On Sunday, Fr. Chuck noted that this parable isn't about the afterlife, and he's right. This isn't a story about heaven and hell. It's a story that uses heaven and hell to teach us something about this life. Death, after all, is the greatest attention-getter. And Jesus knows that it has a way of clarifying our perspective in this life. And so he asks us to imagine a scenario in which two men are separated by an uncrossable chasm, and he uses death to help us see it. But where did that chasm come from?

Every day during his life, the rich man, who dressed in purple and fine linen, feasted sumptuously at his own table. It must be exhausting to eat rich, luxurious, fatty foods every single day, never able to see beyond the next plate of decedent delights. At the same time, there was a man named Lazarus, so poor and hungry that he dreamt of eating even the crumbs that fell from the rich man's table. He lay by the rich man's gate, waiting and hoping. So lowly and desperate was he that when those dogs who ate the rich man's scraps came by and licked his sores, it was a source of comfort.

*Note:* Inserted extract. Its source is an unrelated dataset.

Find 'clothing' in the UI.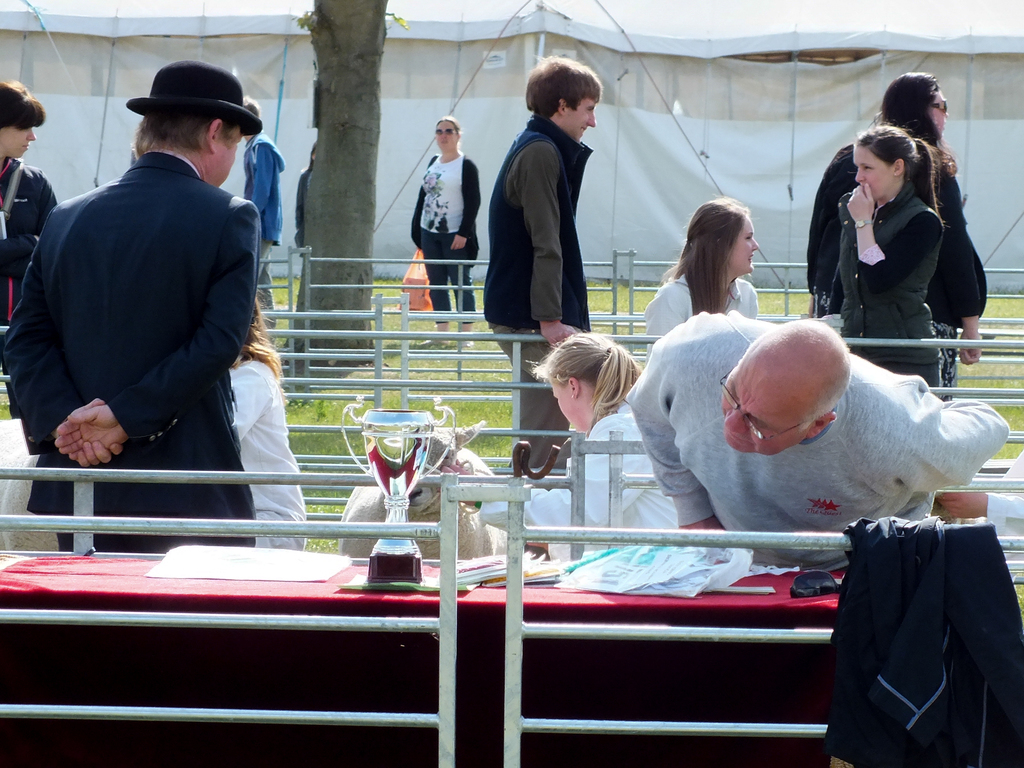
UI element at box(0, 155, 66, 422).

And, between the two, there was a great, invisible chasm.

The separation was large to begin with--the rich man on one side and poor Lazarus on the other--but over the years it grew deeper and wider. Though in plain-sight, the poor man by the gate disappeared from view, falling out of the rich man's consciousness. It is painful, after all, to be that rich and behold someone that poor. And so the gap widened. Years passed, and no one noticed. The way it was became the way it had always been. The gap grew until it never could have been any other way--the incomparably rich on one side and the unfathomably poor on the other. The chasm, which was no broader than the distance between the rich man's gate and his table, might as well have stretched across light-years.

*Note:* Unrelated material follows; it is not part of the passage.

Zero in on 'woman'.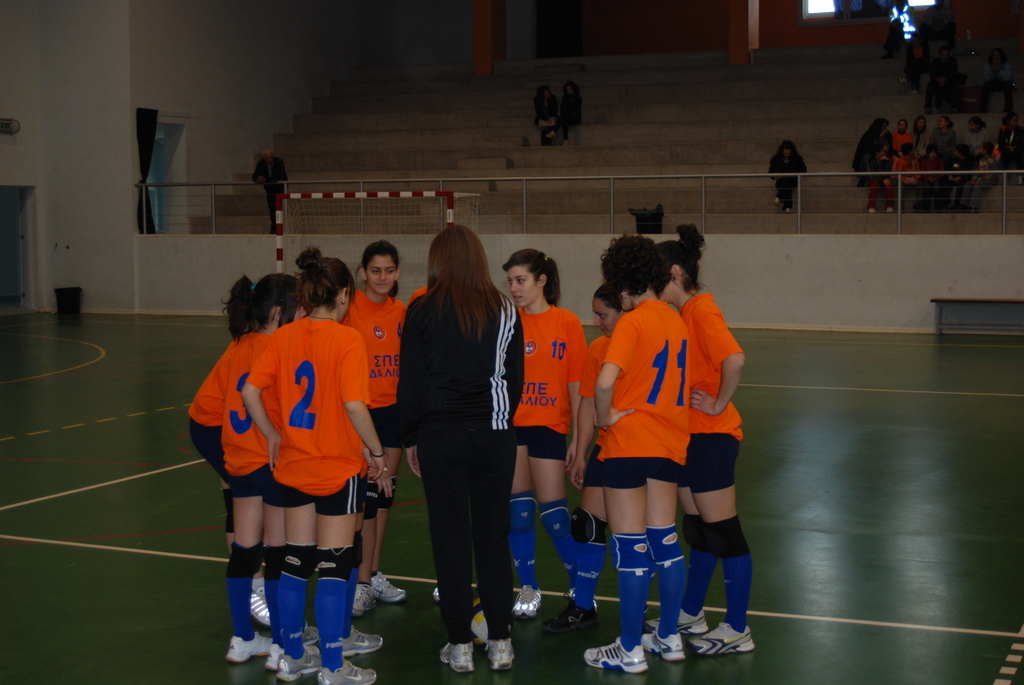
Zeroed in: bbox=[566, 278, 623, 601].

Finally, when both had died, everything became clear. The rich man saw not only how far away he was from Lazarus but also saw on whose side Abraham and the angels were to be found. Now able to perceive the gap that had widened every day of his life, the rich man wished for his poor counterpart to come and help him, to dip his finger in a bowl of water and cool the rich man's tongue, but a gap like that--a gap that would look at another human being as nothing more than an instrument for one's own relief--is one that cannot be crossed.

Jesus tells this parable to open our eyes not in the next life but in this one. In Jesus, God comes among us not at the rich man's table but beside Lazarus at the gate. The world looks for God's blessings amidst the rich and happy and powerful, but God is to be found within the poor and the desperate and the forgotten. A great chasm exists between us, and you cannot cross back and forth. You must belong on one side or the other. Our sin is what keeps us from seeing the widening chasm between us. Our self-centered, self-directed need for security and prosperity and comfort makes us blind to those who are lying at our gate, desperate for crumbs. God has always been found on the other side. We have Moses and the prophets to tell us that. If we can't see the chasm, how will we ever recognize which side of it we are on? Jesus didn't come to excuse your greed. Jesus came to transform it. Jesus came to open our eyes and show us what side of the chasm God and God's people are on. And he sent the Holy Spirit to make it possible for us to live where God and God's people are to be found. Will we be transformed?